The bell may begin to toll for John Elway soon. The Broncos are 2-5, and their remaining road schedule alone would seem to make it highly likely they will finish under .500 for the third straight year.
Elway was hired by the late owner, Pat Bowlen, to restore the greatness of the Broncos last seen under Mike Shanahan. His first major move, convincing Peyton Manning to sign with the team in 2012, worked well: Denver won the AFC West in Manning’s four seasons and won the Super Bowl in his last season. But his other significant quarterback moves? Not so good.

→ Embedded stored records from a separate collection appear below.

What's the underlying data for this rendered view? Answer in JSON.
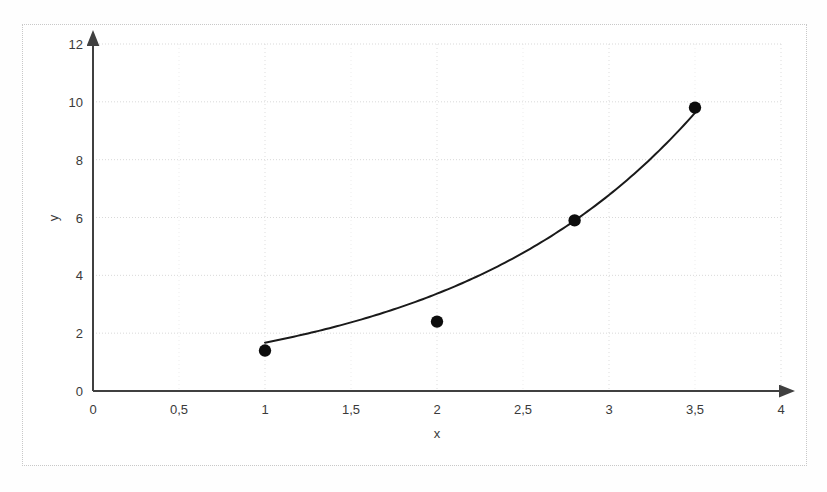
{
  "figure": {
    "background_color": "#ffffff",
    "frame_color": "#c8c8c8",
    "axis_color": "#404040",
    "grid_color": "#d9d9d9",
    "marker_color": "#0d0d0d",
    "curve_color": "#1a1a1a"
  },
  "chart_data": {
    "type": "scatter",
    "title": "",
    "xlabel": "x",
    "ylabel": "y",
    "xlim": [
      0,
      4
    ],
    "ylim": [
      0,
      12
    ],
    "grid": true,
    "legend": "none",
    "x_tick_labels": [
      "0",
      "0,5",
      "1",
      "1,5",
      "2",
      "2,5",
      "3",
      "3,5",
      "4"
    ],
    "x_tick_values": [
      0,
      0.5,
      1,
      1.5,
      2,
      2.5,
      3,
      3.5,
      4
    ],
    "y_tick_labels": [
      "0",
      "2",
      "4",
      "6",
      "8",
      "10",
      "12"
    ],
    "y_tick_values": [
      0,
      2,
      4,
      6,
      8,
      10,
      12
    ],
    "x": [
      1,
      2,
      2.8,
      3.5
    ],
    "values": [
      1.4,
      2.4,
      5.9,
      9.8
    ],
    "points": [
      {
        "x": 1,
        "y": 1.4
      },
      {
        "x": 2,
        "y": 2.4
      },
      {
        "x": 2.8,
        "y": 5.9
      },
      {
        "x": 3.5,
        "y": 9.8
      }
    ],
    "series": [
      {
        "name": "data points",
        "marker": "filled-circle",
        "x": [
          1,
          2,
          2.8,
          3.5
        ],
        "values": [
          1.4,
          2.4,
          5.9,
          9.8
        ]
      },
      {
        "name": "fitted exponential curve",
        "marker": "none",
        "line": "solid",
        "equation": "y = 0.83 * exp(0.70 * x)",
        "x_range": [
          1,
          3.5
        ]
      }
    ],
    "annotations": []
  }
}
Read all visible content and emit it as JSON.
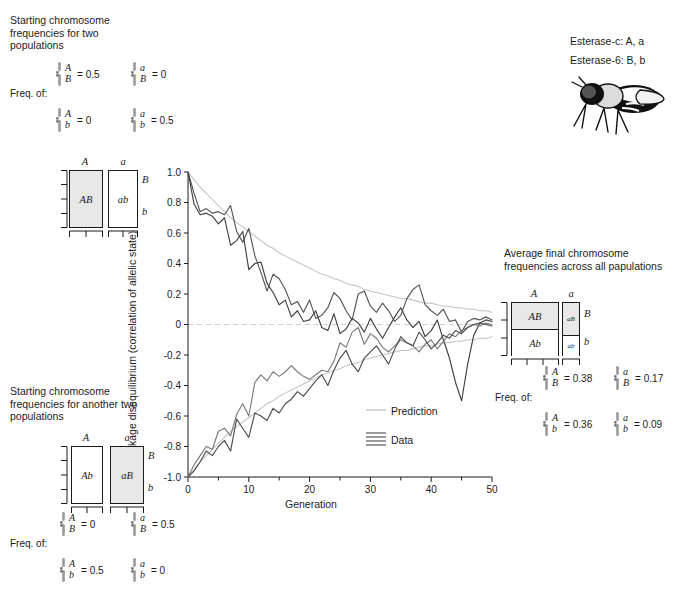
{
  "panels": {
    "top_left": {
      "caption": "Starting chromosome frequencies for two populations",
      "freq_label": "Freq. of:",
      "entries": [
        {
          "top": "A",
          "bottom": "B",
          "value": "= 0.5"
        },
        {
          "top": "a",
          "bottom": "B",
          "value": "= 0"
        },
        {
          "top": "A",
          "bottom": "b",
          "value": "= 0"
        },
        {
          "top": "a",
          "bottom": "b",
          "value": "= 0.5"
        }
      ],
      "diagram": {
        "col_headers": [
          "A",
          "a"
        ],
        "row_labels": [
          "B",
          "b"
        ],
        "cells": [
          {
            "label": "AB",
            "shaded": true
          },
          {
            "label": "ab",
            "shaded": false
          }
        ]
      }
    },
    "bottom_left": {
      "caption": "Starting chromosome frequencies for another two populations",
      "freq_label": "Freq. of:",
      "entries": [
        {
          "top": "A",
          "bottom": "B",
          "value": "= 0"
        },
        {
          "top": "a",
          "bottom": "B",
          "value": "= 0.5"
        },
        {
          "top": "A",
          "bottom": "b",
          "value": "= 0.5"
        },
        {
          "top": "a",
          "bottom": "b",
          "value": "= 0"
        }
      ],
      "diagram": {
        "col_headers": [
          "A",
          "a"
        ],
        "row_labels": [
          "B",
          "b"
        ],
        "cells": [
          {
            "label": "Ab",
            "shaded": false
          },
          {
            "label": "aB",
            "shaded": true
          }
        ]
      }
    },
    "right": {
      "caption": "Average final chromosome frequencies across all papulations",
      "freq_label": "Freq. of:",
      "entries": [
        {
          "top": "A",
          "bottom": "B",
          "value": "= 0.38"
        },
        {
          "top": "a",
          "bottom": "B",
          "value": "= 0.17"
        },
        {
          "top": "A",
          "bottom": "b",
          "value": "= 0.36"
        },
        {
          "top": "a",
          "bottom": "b",
          "value": "= 0.09"
        }
      ],
      "diagram": {
        "col_headers": [
          "A",
          "a"
        ],
        "row_labels": [
          "B",
          "b"
        ],
        "cells": [
          {
            "label": "AB",
            "shaded": true
          },
          {
            "label": "Ab",
            "shaded": false
          },
          {
            "label": "aB",
            "shaded": true
          },
          {
            "label": "ab",
            "shaded": false
          }
        ]
      }
    },
    "genes": {
      "line1": "Esterase-c: A, a",
      "line2": "Esterase-6: B, b",
      "organism": "drosophila-fly"
    }
  },
  "chart_data": {
    "type": "line",
    "title": "",
    "xlabel": "Generation",
    "ylabel": "Linkage disequilibrium (correlation of allelic state)",
    "xlim": [
      0,
      50
    ],
    "ylim": [
      -1.0,
      1.0
    ],
    "xticks": [
      0,
      10,
      20,
      30,
      40,
      50
    ],
    "xminor_step": 5,
    "yticks": [
      1.0,
      0.8,
      0.6,
      0.4,
      0.2,
      0,
      -0.2,
      -0.4,
      -0.6,
      -0.8,
      -1.0
    ],
    "ytick_labels": [
      "1.0",
      "0.8",
      "0.6",
      "0.4",
      "0.2",
      "0",
      "-0.2",
      "-0.4",
      "-0.6",
      "-0.8",
      "-1.0"
    ],
    "grid": false,
    "zero_line": true,
    "legend": {
      "position": "inside-lower-right",
      "entries": [
        {
          "label": "Prediction",
          "style": "single-light-line",
          "color": "#b9b9b9"
        },
        {
          "label": "Data",
          "style": "multi-dark-lines",
          "color": "#4a4a4a"
        }
      ]
    },
    "x": [
      0,
      1,
      2,
      3,
      4,
      5,
      6,
      7,
      8,
      9,
      10,
      11,
      12,
      13,
      14,
      15,
      16,
      17,
      18,
      19,
      20,
      21,
      22,
      23,
      24,
      25,
      26,
      27,
      28,
      29,
      30,
      31,
      32,
      33,
      34,
      35,
      36,
      37,
      38,
      39,
      40,
      41,
      42,
      43,
      44,
      45,
      46,
      47,
      48,
      49,
      50
    ],
    "series": [
      {
        "name": "Prediction (positive)",
        "kind": "prediction",
        "color": "#c4c4c4",
        "values": [
          1.0,
          0.95,
          0.9,
          0.86,
          0.82,
          0.78,
          0.74,
          0.7,
          0.67,
          0.64,
          0.61,
          0.58,
          0.55,
          0.52,
          0.5,
          0.47,
          0.45,
          0.43,
          0.41,
          0.39,
          0.37,
          0.35,
          0.33,
          0.32,
          0.3,
          0.29,
          0.27,
          0.26,
          0.25,
          0.23,
          0.22,
          0.21,
          0.2,
          0.19,
          0.18,
          0.17,
          0.17,
          0.16,
          0.15,
          0.14,
          0.14,
          0.13,
          0.12,
          0.12,
          0.11,
          0.11,
          0.1,
          0.1,
          0.09,
          0.09,
          0.08
        ]
      },
      {
        "name": "Prediction (negative)",
        "kind": "prediction",
        "color": "#c4c4c4",
        "values": [
          -1.0,
          -0.95,
          -0.9,
          -0.86,
          -0.82,
          -0.78,
          -0.74,
          -0.7,
          -0.67,
          -0.64,
          -0.61,
          -0.58,
          -0.55,
          -0.52,
          -0.5,
          -0.47,
          -0.45,
          -0.43,
          -0.41,
          -0.39,
          -0.37,
          -0.35,
          -0.33,
          -0.32,
          -0.3,
          -0.29,
          -0.27,
          -0.26,
          -0.25,
          -0.23,
          -0.22,
          -0.21,
          -0.2,
          -0.19,
          -0.18,
          -0.17,
          -0.17,
          -0.16,
          -0.15,
          -0.14,
          -0.14,
          -0.13,
          -0.12,
          -0.12,
          -0.11,
          -0.11,
          -0.1,
          -0.1,
          -0.09,
          -0.09,
          -0.08
        ]
      },
      {
        "name": "Data population 1",
        "kind": "data",
        "color": "#555555",
        "values": [
          1.0,
          0.86,
          0.74,
          0.76,
          0.73,
          0.74,
          0.72,
          0.78,
          0.61,
          0.54,
          0.63,
          0.45,
          0.34,
          0.22,
          0.33,
          0.3,
          0.23,
          0.13,
          0.15,
          0.08,
          0.16,
          0.04,
          0.06,
          0.11,
          0.21,
          0.17,
          0.09,
          0.03,
          0.2,
          0.22,
          0.12,
          0.08,
          0.14,
          0.09,
          0.02,
          0.06,
          0.17,
          0.23,
          0.26,
          0.13,
          0.09,
          0.06,
          0.1,
          0.02,
          0.03,
          -0.05,
          0.02,
          0.04,
          0.03,
          0.05,
          0.03
        ]
      },
      {
        "name": "Data population 2",
        "kind": "data",
        "color": "#3f3f3f",
        "values": [
          1.0,
          0.79,
          0.72,
          0.73,
          0.71,
          0.66,
          0.7,
          0.52,
          0.55,
          0.61,
          0.36,
          0.4,
          0.41,
          0.27,
          0.21,
          0.13,
          0.16,
          0.05,
          0.09,
          0.02,
          0.03,
          0.09,
          -0.02,
          -0.04,
          0.07,
          -0.06,
          -0.03,
          0.04,
          0.01,
          -0.05,
          0.04,
          -0.03,
          -0.09,
          -0.02,
          0.05,
          0.11,
          0.03,
          -0.02,
          0.02,
          -0.08,
          -0.04,
          0.03,
          -0.1,
          -0.22,
          -0.38,
          -0.5,
          -0.26,
          -0.07,
          0.01,
          0.03,
          0.02
        ]
      },
      {
        "name": "Data population 3",
        "kind": "data",
        "color": "#7a7a7a",
        "values": [
          -1.0,
          -0.92,
          -0.86,
          -0.8,
          -0.82,
          -0.7,
          -0.68,
          -0.73,
          -0.59,
          -0.52,
          -0.6,
          -0.38,
          -0.33,
          -0.37,
          -0.31,
          -0.34,
          -0.31,
          -0.27,
          -0.31,
          -0.34,
          -0.36,
          -0.33,
          -0.3,
          -0.31,
          -0.24,
          -0.12,
          -0.15,
          -0.05,
          -0.02,
          -0.13,
          -0.06,
          -0.09,
          -0.15,
          -0.18,
          -0.14,
          -0.1,
          -0.12,
          -0.14,
          -0.18,
          -0.13,
          -0.1,
          -0.16,
          -0.11,
          -0.06,
          -0.08,
          -0.04,
          -0.02,
          0.0,
          -0.01,
          0.01,
          0.0
        ]
      },
      {
        "name": "Data population 4",
        "kind": "data",
        "color": "#4d4d4d",
        "values": [
          -1.0,
          -0.96,
          -0.9,
          -0.83,
          -0.86,
          -0.8,
          -0.76,
          -0.83,
          -0.62,
          -0.68,
          -0.74,
          -0.58,
          -0.6,
          -0.63,
          -0.55,
          -0.58,
          -0.52,
          -0.49,
          -0.44,
          -0.47,
          -0.42,
          -0.37,
          -0.33,
          -0.4,
          -0.3,
          -0.22,
          -0.17,
          -0.26,
          -0.31,
          -0.22,
          -0.18,
          -0.14,
          -0.2,
          -0.26,
          -0.16,
          -0.08,
          -0.12,
          -0.14,
          -0.05,
          -0.1,
          -0.16,
          -0.12,
          -0.07,
          -0.09,
          -0.04,
          -0.06,
          -0.02,
          0.0,
          0.01,
          0.0,
          -0.01
        ]
      }
    ]
  }
}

• 2012: Brock Osweiler (second round, 57th overall). Retired last week. At least Elway didn’t give him a second contract.
• 2015: Trevor Siemian (seventh round, 250th overall). Best value of the bunch: 13-11 in two post-Manning years.
• 2016: Paxton Lynch (first round, 26th overall). Total bust.
• 2018: Case Keenum (UFA). Paid $25 million for a year, and Keenum was the NFL’s 29th-rated QB.
• 2019: Joe Flacco (acquired for a fourth-round pick, 113th overall). Looks old, unmotivated and through.
• 2019: Drew Lock (second round, 42nd overall). Incomplete. On IR. Had a shaky training camp.
Man, other than signing Manning, that is one ugly quarterback résumé. Credit where it’s due: Wrangling Manning to Denver was one of the best free-agent wins of the decade. But the QB misses and the recent draft record is at best spotty; first-rounders Garett Bolles (2017) and Noah Fant (2019) both look terrible.
If I’m Elway, I’m putting Emmanuel Sanders and Chris Harris Jr., on the block, hoping to get two picks in the first five rounds for them. Then I decide whether the best plan is to go all-in on Lock as the quarterback of the future. If so, you use the 2020 draft to build around him, particularly on the offensive line. If not, you use the top-10 pick Denver will have and supplement with the extra picks (Denver has Pittsburgh’s three from the Devin Bush trade-down last April) and move up to get in prime passer position. Another quarterback after acquiring Keenum, Flacco and Lock in the last 20 months seems almost malpractice. But if Elway and his staff don’t have the confidence in Lock, they’ve got to be aggressive to get one of the good guys in the ’20 draft.
It’s a tangled web. Elway might not have many more drafts to run to get the quarterback right.